Of course the government lies. Hell people lie to the government. The only question is who did it first and it doesn't really matter because no one will ever know.
Everybody lies at some point, that’s not the point, nor is who started really the point.
The point is that the government is the one writing and enforcing laws in society. That carries power with it, and as the old adage says with power comes responsibility. That’s been a huge problem with US government in recent years; these seems to be no problem with using, abusing, and just plain throwing around power, but very little responsibility guiding it. A large portion of the world would probably agree on that.
So following the example of who ‘started it’, it’s the government’s responsibility to ‘start it’; start with a moral example. And it also starts with the big business that is lobbying to them and helping them get in office; an arena where these is barely any morality at all.
Don’t dictate law, policy, or morality to me if you have no intention of upholding it yourself. The problem lies in the fact that many of us (rightly) see government as a bloated, self-serving machine bogged down under its own weight. If they intend to lie to the people just because the people can lie too, well, then that’s a copout and proof they had every intention of doing it anyway. If our leaders want to be leaders, then they need to
be leaders.
A boss I had and very much respected instilled in my the idea of address the problem, don't waste time trying to assign blame; with our country, as well as with Somalia, I think a lot of time can be saved by not wasting time on fingerpointing, but trying to get to the root of the respective problems and working on a fix.
Which brings me back to the point that I still maintain about the Somalian pirate situation - policing waters for the safety of our own shipping freighters is good, but to work to develop a stable government in Somalia that can take the crackdown on piracy into its own hands would be far better. Treating the problem, not merely a symptom.
A good maxim to live by, but plugging it into Inkidu’s argument, much of the powers-that-be are very happy with things as they are. They have no intention of changing their policies. Eight failed years with the Bush administration, Halliburton and their ilk only define the ‘problem’ as everyone else; i.e., anyone and anything standing in the way of their goals.
The problem with Somalia is going to be a complex one; a good slice of population will resent a Western involvement or presence in their country, no matter the reason or the outcome. I can understand this from a certain viewpoint; as a citizen of the US, if foreign troops were ‘keeping order’ in my hometown, I’d very likely be setting roadside bombs and sniping at them too. Even this idea of hired help for the government wouldn’t wash. I would have been watching Blackwater with a very hard eye were I in New Orleans post-Katrina. I don’t recognize a bunch of yahoos with guns from North Carolina as an authority even if the president himself marched into the town with them.
Committing to surgical strikes to get rid of pirate bases of operation; yes. Putting masses of troops into Somalia to police it for years; no. Whatever aid that goes there should be given as tools to help Somalia get on its feet with a stable government, with the warning that those rebuilding Somalia do it responsibly or we’re going to take them out as well.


* [What to do]:
Each line of the entries below that includes "screenshot" belongs in your answer.

* [Data extract]:
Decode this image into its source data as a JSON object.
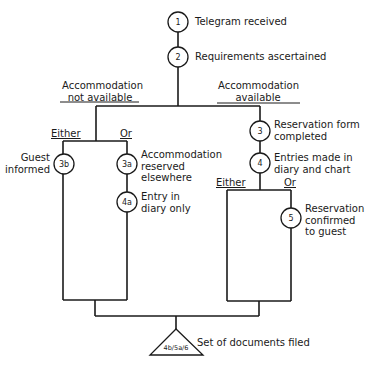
{
  "diagram": {
    "nodes": [
      {
        "id": "1",
        "label": "Telegram received"
      },
      {
        "id": "2",
        "label": "Requirements ascertained"
      },
      {
        "id": "3",
        "label_line1": "Reservation form",
        "label_line2": "completed"
      },
      {
        "id": "4",
        "label_line1": "Entries made in",
        "label_line2": "diary and chart"
      },
      {
        "id": "5",
        "label_line1": "Reservation",
        "label_line2": "confirmed",
        "label_line3": "to guest"
      },
      {
        "id": "3a",
        "label_line1": "Accommodation",
        "label_line2": "reserved",
        "label_line3": "elsewhere"
      },
      {
        "id": "4a",
        "label_line1": "Entry in",
        "label_line2": "diary only"
      },
      {
        "id": "3b",
        "label_line1": "Guest",
        "label_line2": "informed"
      }
    ],
    "branches": {
      "left": {
        "line1": "Accommodation",
        "line2": "not available"
      },
      "right": {
        "line1": "Accommodation",
        "line2": "available"
      }
    },
    "choice_labels": {
      "either": "Either",
      "or": "Or"
    },
    "terminal": {
      "symbol_label": "4b/5a/6",
      "label": "Set of documents filed"
    }
  }
}
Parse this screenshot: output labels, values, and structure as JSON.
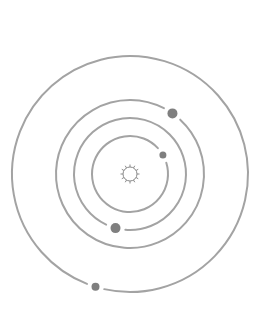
{
  "diagram": {
    "title": "",
    "colors": {
      "orbit": "#a3a3a3",
      "planet": "#7f7f7f",
      "sun": "#8a8a8a",
      "background": "#ffffff"
    },
    "center": {
      "x": 130,
      "y": 174
    },
    "sun": {
      "radius": 9,
      "rays": 12
    },
    "orbits": [
      {
        "name": "orbit-1",
        "radius": 38,
        "planet": {
          "angle_deg": -30,
          "radius": 3.5
        }
      },
      {
        "name": "orbit-2",
        "radius": 56,
        "planet": {
          "angle_deg": 105,
          "radius": 5
        }
      },
      {
        "name": "orbit-3",
        "radius": 74,
        "planet": {
          "angle_deg": -55,
          "radius": 5
        }
      },
      {
        "name": "orbit-4",
        "radius": 118,
        "planet": {
          "angle_deg": 107,
          "radius": 4
        }
      }
    ]
  }
}
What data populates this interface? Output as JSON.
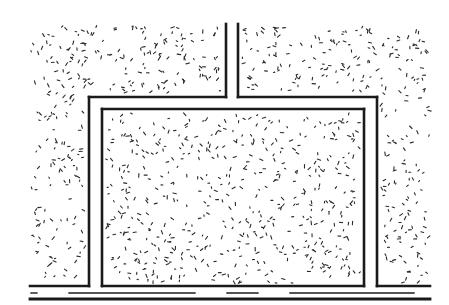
{
  "diagram": {
    "type": "technical-drawing",
    "colors": {
      "line": "#1a1a1a",
      "speckle": "#2a2a2a",
      "background": "#ffffff"
    },
    "labels": []
  }
}
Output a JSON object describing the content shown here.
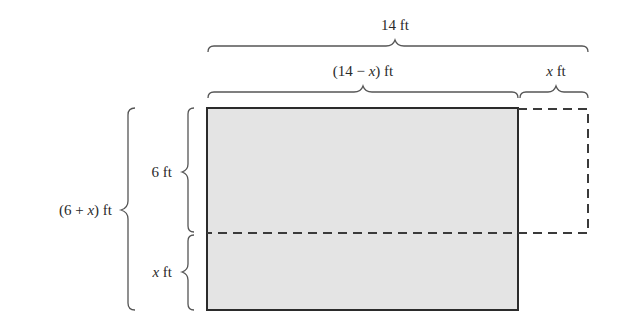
{
  "diagram": {
    "labels": {
      "total_width": {
        "value": "14",
        "unit": " ft"
      },
      "reduced_width": {
        "prefix": "(14 − ",
        "var": "x",
        "suffix": ") ft"
      },
      "extension_width": {
        "var": "x",
        "unit": " ft"
      },
      "original_height": {
        "value": "6",
        "unit": " ft"
      },
      "added_height": {
        "var": "x",
        "unit": " ft"
      },
      "total_height": {
        "prefix": "(6 + ",
        "var": "x",
        "suffix": ") ft"
      }
    },
    "colors": {
      "fill": "#e4e4e4",
      "stroke": "#2b2b2b",
      "brace": "#555555",
      "dash": "#3a3a3a"
    }
  }
}
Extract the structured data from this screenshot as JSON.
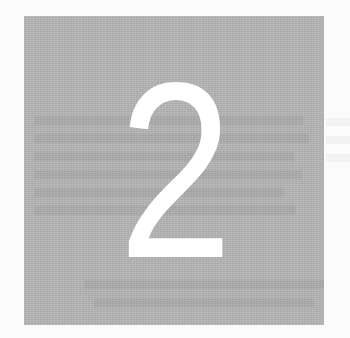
{
  "page": {
    "background_color": "#ffffff"
  },
  "chapter_marker": {
    "number": "2",
    "block_color": "#b5b5b5",
    "number_color": "#ffffff"
  }
}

* [Your response]:
Parse this screenshot: output labels, values, and structure as JSON.
Extract the structured data from this screenshot as JSON.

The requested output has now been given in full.